Nearly a year ago, a dear friend decided to relocate from Beijing to Manila with his partner. Of course, the story behind the tough decision is a lot more complicated, in the beautiful human sense of complexity.

Trepidation they steadily shed as they came to know more of the new land and a people with strange habits and the propensity to find something humorous even amidst the most dire of tragedies. The two brought with them hope and it’s something they have been sharing without being much aware of the weight of their small acts.

I think often of Xiaojun’s window and what he sees each time he looks out. Every day he marvels at the sky – the same sky we the locals no longer see – and he takes a photo he shares on social media. It has become my ritual to enjoy his views, which show a horizon we have taken for granted, composed of clouds that calm the mind, shades of blue and blazing hues of sunset that expand the emotional plane, and the sense of an expanse from a risen moon or a rising sun that negates human conceits.

Xiaojun did not encounter the sky often in Beijing, which choked from the fumes of sleepless industries. But he saw it here in Metro Manila, and he sees it daily, the same sky Filipinos rarely notice nowadays.

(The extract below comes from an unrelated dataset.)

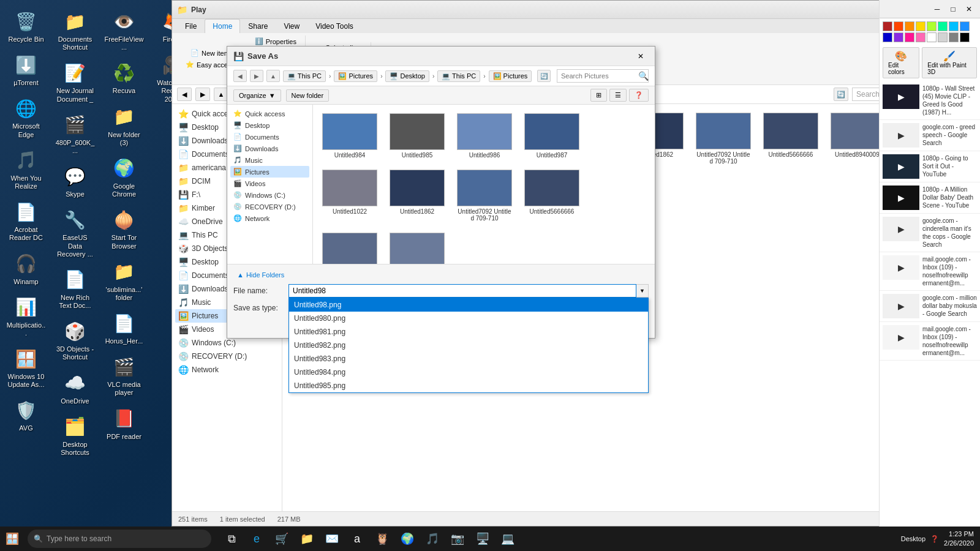  Describe the element at coordinates (959, 539) in the screenshot. I see `taskbar-clock: 1:23 PM 2/26/2020` at that location.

Photo credit: Xiaojun Wang

This is the world a foreigner sees. This is our world, something we can no longer see unless we’re prodded to look and squint. But when we’re lucky and kind to our senses, the things we’ve taken for granted will remind us of our capacity to receive the kind of awe that comes with revelation, a sensation most of us probably encountered long ago when we still recognized what we had and the innate texture of richness before we fell for the passing bling of possessions. The feeling might give you pause and make you wonder who exactly is the foreigner and who is the native.

“Our fascination with the possibility of life on other worlds is entirely understandable,” wrote the myrmecologist Edward Osborne Wilson once. “Yet it is passing strange that we pay so little attention to the largely unknown world all around us. The strange yet lovely biosphere is our only harbor in the vastness of space.”

What prevents us from seeing the grace that surrounds us? Is it the size of the picture that denies recognition? Or is it a sense of smallness that keeps our vision low and at ground level? How do we comprehend the enormity of the world and our tiny spot in its glory?

I think of Carl Sagan who also chewed on this question and who offered an insight that is just as gripping. “For small creatures such as we,” said Sagan, “the vastness is made bearable only through love.”

Sagan points us to something we often seem to take great pains to ignore or avoid grappling with, the one thing that might actually offer a reasonable notion of distinction with regard to our species and our sense of place in the cosmos. Because, as another renowned scientist, Lynn Margulis, so succinctly said, “We and our primate relatives are not special, just recent.”

Thank you very much, and I hope you enjoyed the talk.